Tutorial Week 14

Questions

Q1: What do the terms I/O bound and CPU bound mean when used to describe a process (or thread)?

Q2: What is the difference between cooperative and pre-emptive multitasking?

Q3: Consider the multilevel feedback queue scheduling algorithm used in traditional Unix systems. It is designed to favour IO bound over CPU bound processes. How is this achieved? How does it make sure that low priority, CPU bound background jobs do not suffer starvation?

Note: Unix uses low values to denote high priority and vice versa, 'high' and 'low' in the above text does not refer to the Unix priority value.

Q4: Why would a hypothetical OS always schedule a thread in the same address space over a thread in a different address space? Is this a good idea?
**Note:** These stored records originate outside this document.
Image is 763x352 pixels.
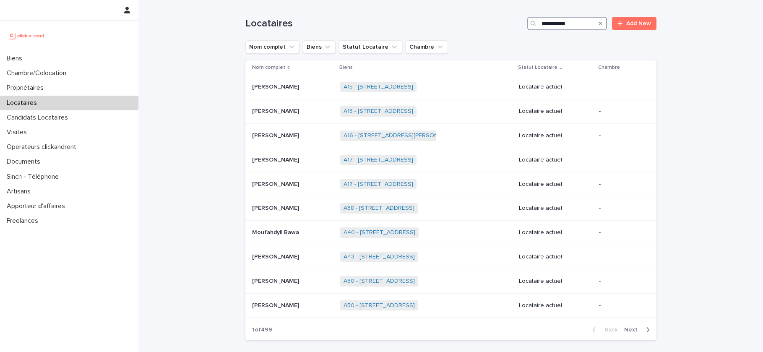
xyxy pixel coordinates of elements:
[245,221,656,245] tr: Moufahdyll BawaMoufahdyll Bawa A40 - [STREET_ADDRESS] Locataire actuel-
[599,108,642,115] p: -
[343,181,413,188] a: A17 - [STREET_ADDRESS]
[245,75,656,99] tr: [PERSON_NAME][PERSON_NAME] A15 - [STREET_ADDRESS] Locataire actuel-
[3,128,34,136] p: Visites
[599,156,642,164] p: -
[245,148,656,172] tr: [PERSON_NAME][PERSON_NAME] A17 - [STREET_ADDRESS] Locataire actuel-
[343,205,414,212] a: A38 - [STREET_ADDRESS]
[252,106,301,115] p: [PERSON_NAME]
[3,114,75,122] p: Candidats Locataires
[3,173,65,181] p: Sinch - Téléphone
[343,278,415,285] a: A50 - [STREET_ADDRESS]
[343,83,413,91] a: A15 - [STREET_ADDRESS]
[599,132,642,139] p: -
[585,326,620,333] button: Back
[519,278,592,285] p: Locataire actuel
[245,123,656,148] tr: [PERSON_NAME][PERSON_NAME] A16 - [STREET_ADDRESS][PERSON_NAME] Locataire actuel-
[624,327,642,332] span: Next
[3,143,83,151] p: Operateurs clickandrent
[599,327,617,332] span: Back
[519,205,592,212] p: Locataire actuel
[245,40,299,54] button: Nom complet
[527,17,607,30] input: Search
[7,27,47,44] img: UCB0brd3T0yccxBKYDjQ
[599,253,642,260] p: -
[519,83,592,91] p: Locataire actuel
[519,253,592,260] p: Locataire actuel
[343,302,415,309] a: A50 - [STREET_ADDRESS]
[3,55,29,62] p: Biens
[252,227,301,236] p: Moufahdyll Bawa
[343,253,415,260] a: A43 - [STREET_ADDRESS]
[405,40,448,54] button: Chambre
[245,196,656,221] tr: [PERSON_NAME][PERSON_NAME] A38 - [STREET_ADDRESS] Locataire actuel-
[3,158,47,166] p: Documents
[626,21,651,26] span: Add New
[518,63,557,72] p: Statut Locataire
[3,99,44,107] p: Locataires
[245,172,656,196] tr: [PERSON_NAME][PERSON_NAME] A17 - [STREET_ADDRESS] Locataire actuel-
[245,319,279,340] p: 1 of 499
[252,252,301,260] p: [PERSON_NAME]
[343,132,459,139] a: A16 - [STREET_ADDRESS][PERSON_NAME]
[252,82,301,91] p: [PERSON_NAME]
[599,205,642,212] p: -
[245,18,524,30] h1: Locataires
[339,40,402,54] button: Statut Locataire
[599,181,642,188] p: -
[519,302,592,309] p: Locataire actuel
[252,276,301,285] p: [PERSON_NAME]
[252,300,301,309] p: [PERSON_NAME]
[343,108,413,115] a: A15 - [STREET_ADDRESS]
[245,99,656,124] tr: [PERSON_NAME][PERSON_NAME] A15 - [STREET_ADDRESS] Locataire actuel-
[519,229,592,236] p: Locataire actuel
[252,130,301,139] p: [PERSON_NAME]
[245,293,656,317] tr: [PERSON_NAME][PERSON_NAME] A50 - [STREET_ADDRESS] Locataire actuel-
[519,108,592,115] p: Locataire actuel
[599,83,642,91] p: -
[3,217,45,225] p: Freelances
[599,278,642,285] p: -
[252,179,301,188] p: [PERSON_NAME]
[519,156,592,164] p: Locataire actuel
[519,132,592,139] p: Locataire actuel
[3,84,50,92] p: Propriétaires
[343,156,413,164] a: A17 - [STREET_ADDRESS]
[343,229,415,236] a: A40 - [STREET_ADDRESS]
[252,63,285,72] p: Nom complet
[620,326,656,333] button: Next
[245,244,656,269] tr: [PERSON_NAME][PERSON_NAME] A43 - [STREET_ADDRESS] Locataire actuel-
[3,202,72,210] p: Apporteur d'affaires
[519,181,592,188] p: Locataire actuel
[612,17,656,30] a: Add New
[598,63,620,72] p: Chambre
[3,187,37,195] p: Artisans
[599,229,642,236] p: -
[245,269,656,293] tr: [PERSON_NAME][PERSON_NAME] A50 - [STREET_ADDRESS] Locataire actuel-
[339,63,353,72] p: Biens
[303,40,335,54] button: Biens
[252,203,301,212] p: [PERSON_NAME]
[3,69,73,77] p: Chambre/Colocation
[252,155,301,164] p: [PERSON_NAME]
[599,302,642,309] p: -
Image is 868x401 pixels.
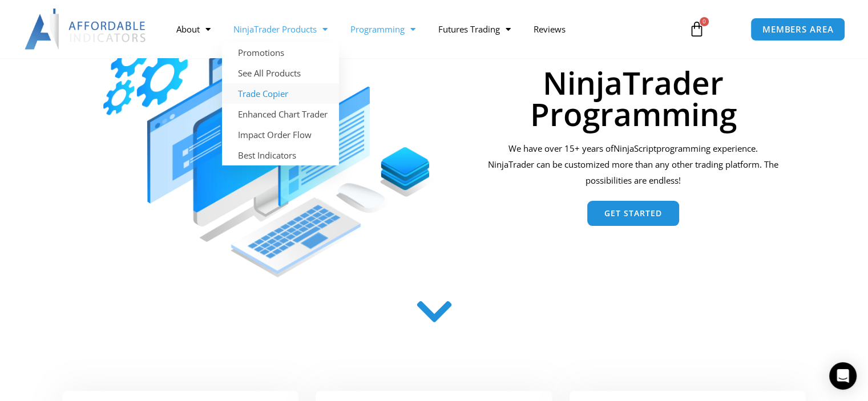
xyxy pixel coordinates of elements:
span: NinjaScript [614,143,656,154]
a: See All Products [222,63,339,83]
span: programming experience. NinjaTrader can be customized more than any other trading platform. The p... [488,143,778,186]
a: Trade Copier [222,83,339,104]
a: MEMBERS AREA [750,18,846,41]
a: Reviews [522,16,577,42]
a: Programming [339,16,427,42]
a: Get Started [587,201,679,226]
a: Best Indicators [222,145,339,166]
span: Get Started [604,209,662,218]
h1: NinjaTrader Programming [485,67,782,130]
a: Futures Trading [427,16,522,42]
img: LogoAI | Affordable Indicators – NinjaTrader [25,9,147,49]
span: 0 [700,17,709,26]
a: 0 [672,13,722,46]
a: NinjaTrader Products [222,16,339,42]
a: Promotions [222,42,339,63]
span: MEMBERS AREA [762,25,834,34]
div: Open Intercom Messenger [829,362,857,390]
a: Enhanced Chart Trader [222,104,339,125]
div: We have over 15+ years of [485,141,782,189]
a: Impact Order Flow [222,125,339,145]
a: About [165,16,222,42]
nav: Menu [165,16,678,42]
ul: NinjaTrader Products [222,42,339,166]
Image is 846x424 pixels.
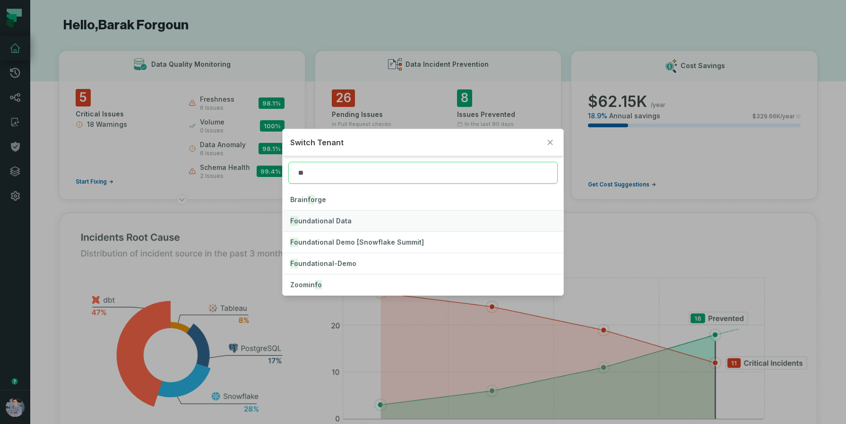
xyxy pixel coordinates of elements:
[283,210,564,231] button: Foundational Data
[283,189,564,210] button: Brainforge
[290,238,424,246] span: undational Demo [Snowflake Summit]
[283,232,564,253] button: Foundational Demo [Snowflake Summit]
[290,237,298,247] mark: Fo
[283,253,564,274] button: Foundational-Demo
[290,259,357,267] span: undational-Demo
[290,195,326,203] span: Brain rge
[290,259,298,268] mark: Fo
[283,274,564,295] button: Zoominfo
[290,280,322,288] span: Zoomin
[315,280,322,289] mark: fo
[290,217,352,225] span: undational Data
[545,137,556,148] button: Close
[308,195,315,204] mark: fo
[290,216,298,226] mark: Fo
[290,137,541,148] h2: Switch Tenant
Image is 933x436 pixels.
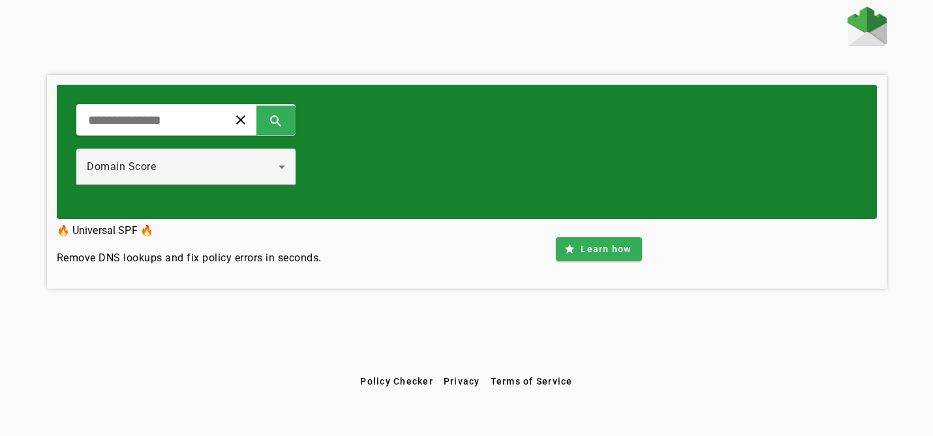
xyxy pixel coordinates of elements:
button: Policy Checker [355,370,438,393]
span: Policy Checker [360,376,433,387]
button: Privacy [438,370,485,393]
span: Domain Score [87,160,156,173]
button: Terms of Service [485,370,578,393]
h4: Remove DNS lookups and fix policy errors in seconds. [57,250,322,266]
span: Privacy [444,376,480,387]
h3: 🔥 Universal SPF 🔥 [57,222,322,240]
span: Learn how [581,243,631,256]
img: Fraudmarc Logo [847,7,886,46]
a: Home [847,7,886,49]
span: Terms of Service [491,376,573,387]
button: Learn how [556,237,641,261]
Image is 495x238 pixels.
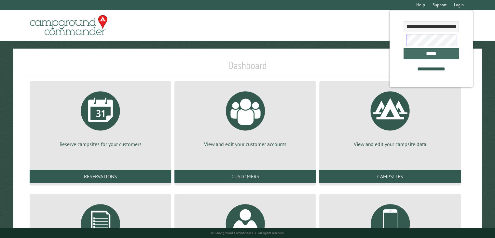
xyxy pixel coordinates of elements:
a: Reserve campsites for your customers [37,86,163,147]
small: © Campground Commander LLC. All rights reserved. [211,231,285,235]
a: View and edit your customer accounts [182,86,308,147]
img: Campground Commander [28,13,109,38]
a: Customers [175,170,316,183]
p: View and edit your customer accounts [182,140,308,147]
a: Reservations [30,170,171,183]
p: View and edit your campsite data [327,140,453,147]
a: Campsites [319,170,461,183]
h1: Dashboard [28,59,467,77]
p: Reserve campsites for your customers [37,140,163,147]
a: View and edit your campsite data [327,86,453,147]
Q5: What is the problem that fair-share scheduling is tries to solve?

Q6: Why would a round robin scheduler NOT use a very short time slice to provide good responsive application behaviour?

Q7: What are the advantages and disadvantages of using a global scheduling queue over per-CPU queues? Under which circumstances would you use the one or the other? What features of a system would influence this decision?

Q8: When does spinning on a lock (busy waiting, as opposed to blocking on the lock, and being woken up when it's free) make sense in a multiprocessor environment?

Q9: Consider 3 periodic tasks with execution profiles shown below. Draw scheduling diagram for a rate monotonic and a earliest deadline first schedule.

Process Arrival Time Execution Time Deadline
A (1) 0 10 20
A (2) 20 10 40
. . .
B (1) 0 10 50
B (2) 50 10 100
. . .
C (1) 0 15 50
C (2) 50 15 100

Q10: Consider the following set of processes at t = 0. Note: newly released processes are placed at the end of the ready queue

ProcessExecution TimeArrival Time
A 10 2
B 4 3
C 2 4

What is the finish time, response time and turnaround time for each of FCFS, SJF, Round robin (1 second time slices)? What are the average response and turnaround times for each of these algorithms?